CHICAGO: In Rajia Hassib’s fantastic novel, “A Pure Heart,” amid the teeming millions of people who live in Cairo, Egypt, are the Gubran girls, Rose and Gameela, two sisters who are like two sides of a coin; different in every way, but connected nonetheless. Life in the sprawling city keeps the girls linked to their roots: Rose to the ancient Egyptian civilization and culture that has become her life and career, and Gameela to the present.
But when Rose leaves for New York, after marrying an American journalist, to pursue her PhD, she and Gameela grow apart. Seven years later, Rose returns home after Gameela is killed in a terrorist attack to find out how, and why, her sister was in the wrong place at the wrong time.
Readers first meet Rose in her family’s apartment, sifting through her sister’s belongings. Gameela is gone but the childhood room the girls used to share is the same as it always was. Rose collects Gameela’s things before heading back to New York; as an Egyptologist and archeologist, it is in her nature to collect things and piece together a story.
Moving between the Big Apple and Cairo, Hassib masterfully connects lives and cultures, shifting seamlessly between opposing sisters and opposing worlds. Rose is imbedded in a life at the Metropolitan Museum of Art where she is working on an ancient Egypt exhibit, while Gameela is partaking in a revolution half a world away. Through her characters, Hassib is able to connect history and the present, beautifully linking ancient Egyptian practices to Rose’s life as she searches for answers to the many secrets her sister kept.
Hassib’s novel flows like a wave, moving up and down with a rhythm that connects lives through the dead, their relics, and their past. Hassib touches upon classism and politics, and the generational gap that divides parents and children in an ever-evolving political world. She is able to draw distinct lines between people, and while there is a mystery at the heart of her story, Hassib’s characters are grounded in their convictions, no matter how far from Egypt they go.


| What you will do |
Transcribe all records below exactly, without images.

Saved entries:
--*--

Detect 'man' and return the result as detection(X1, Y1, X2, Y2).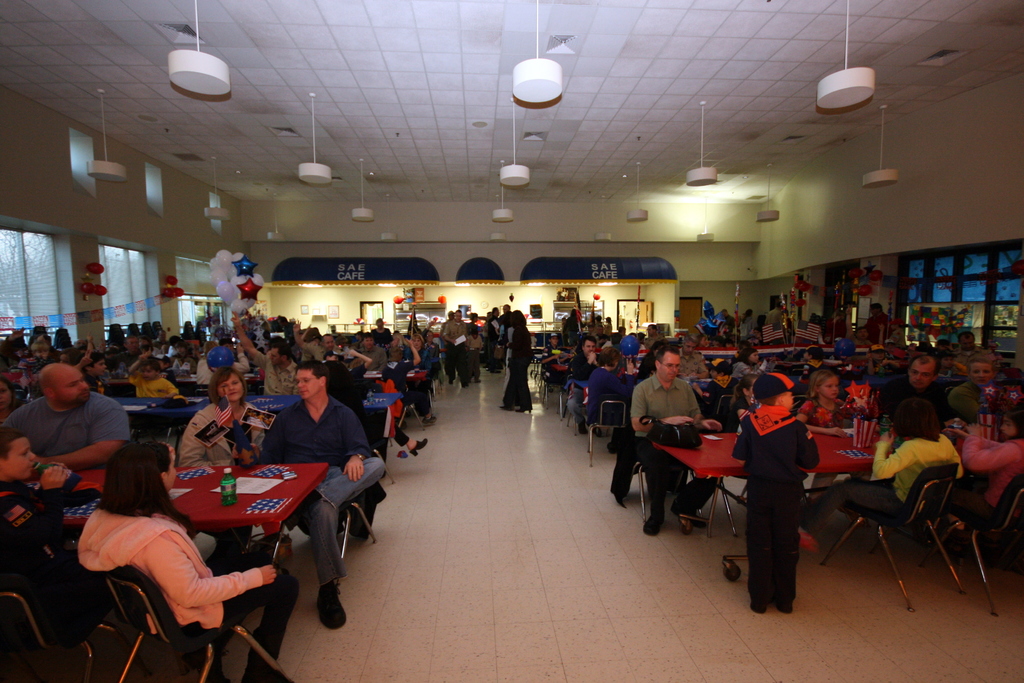
detection(261, 361, 387, 626).
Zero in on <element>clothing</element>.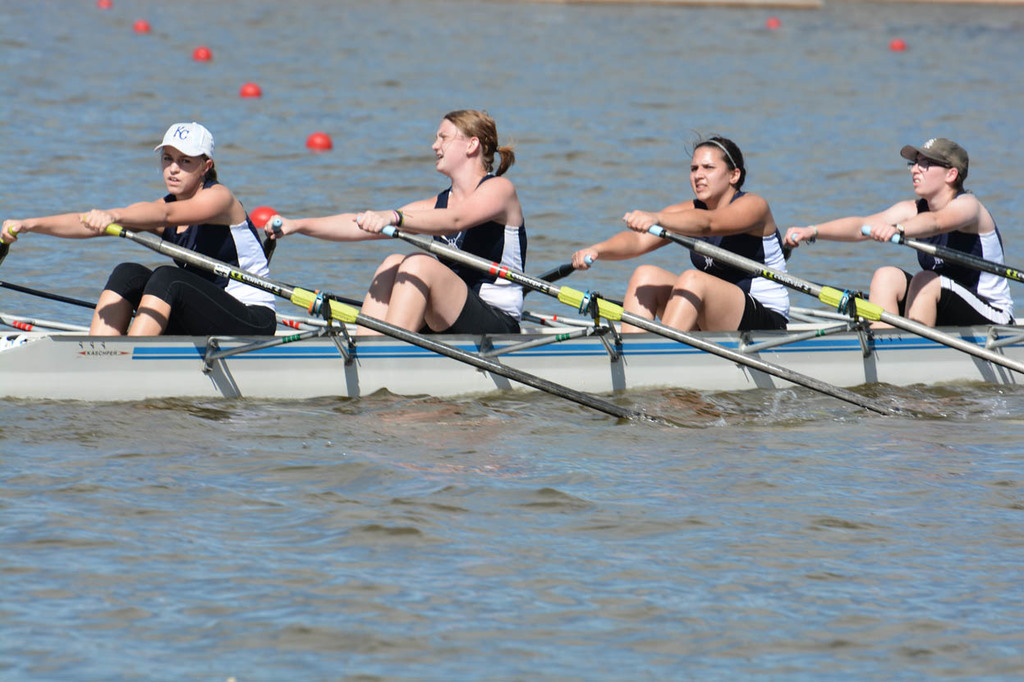
Zeroed in: bbox=(104, 184, 301, 346).
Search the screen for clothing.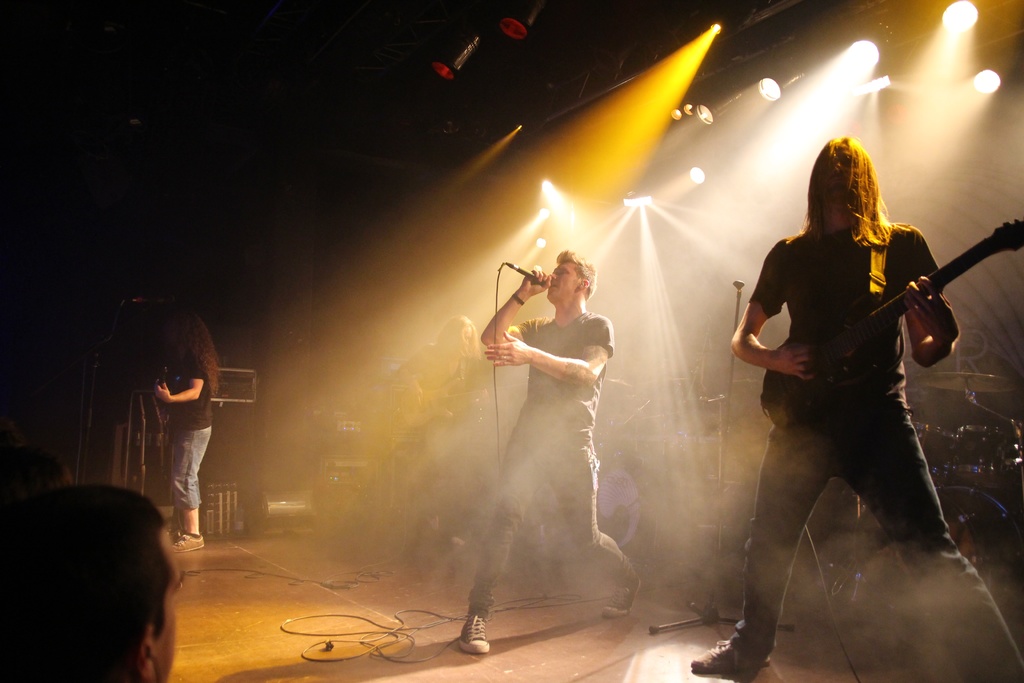
Found at <bbox>744, 160, 982, 605</bbox>.
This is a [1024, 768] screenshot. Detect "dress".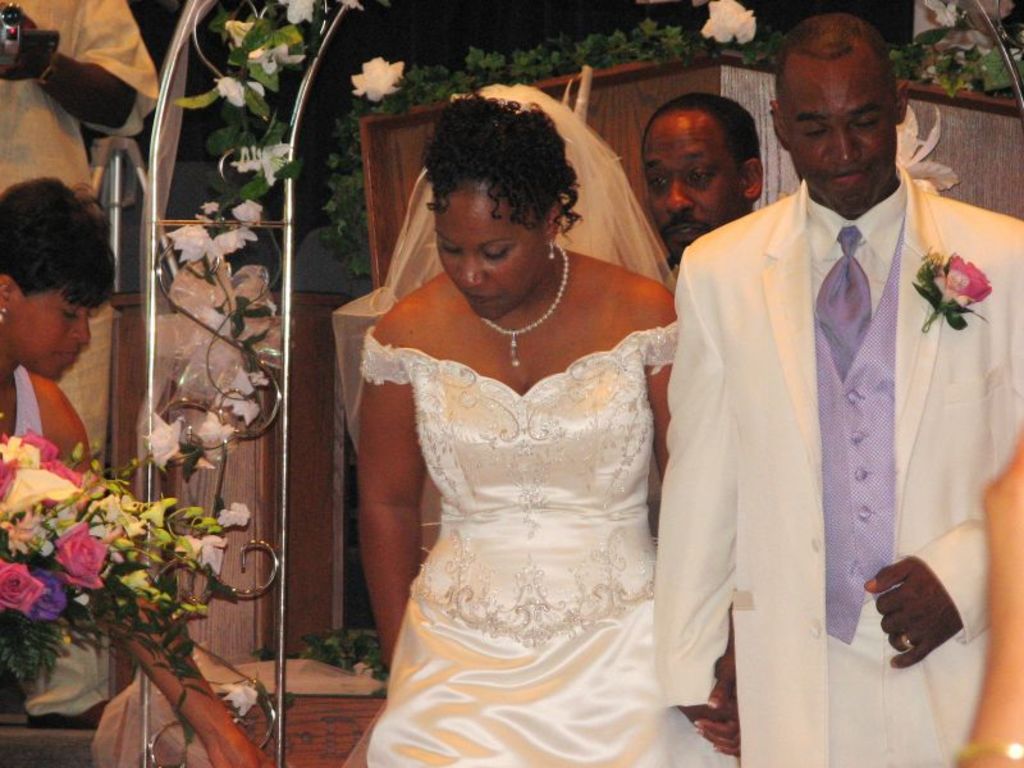
[x1=360, y1=316, x2=739, y2=767].
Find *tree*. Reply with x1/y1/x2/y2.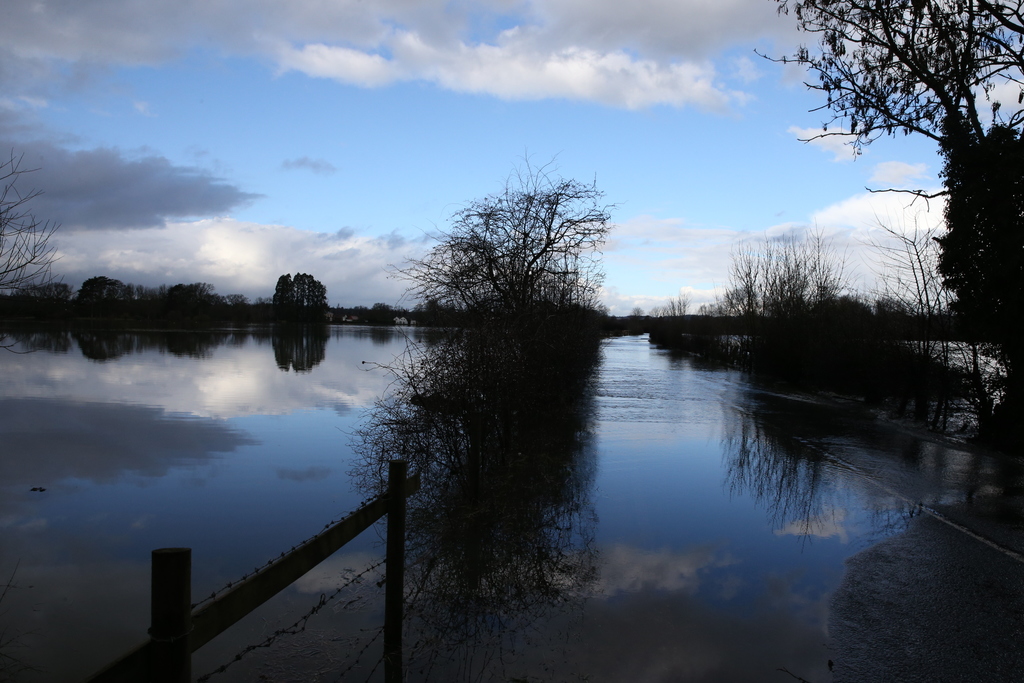
195/285/218/319.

--*--

| Exercise solution |
Detect 'man' and return the result as detection(X1, Y1, X2, Y2).
detection(261, 361, 387, 626).
Zero in on <element>clothing</element>.
Zeroed in: bbox=(104, 184, 301, 346).
Search the screen for clothing.
Found at <bbox>744, 160, 982, 605</bbox>.
This is a [1024, 768] screenshot. Detect "dress".
[x1=360, y1=316, x2=739, y2=767].
Find *tree*. Reply with x1/y1/x2/y2.
195/285/218/319.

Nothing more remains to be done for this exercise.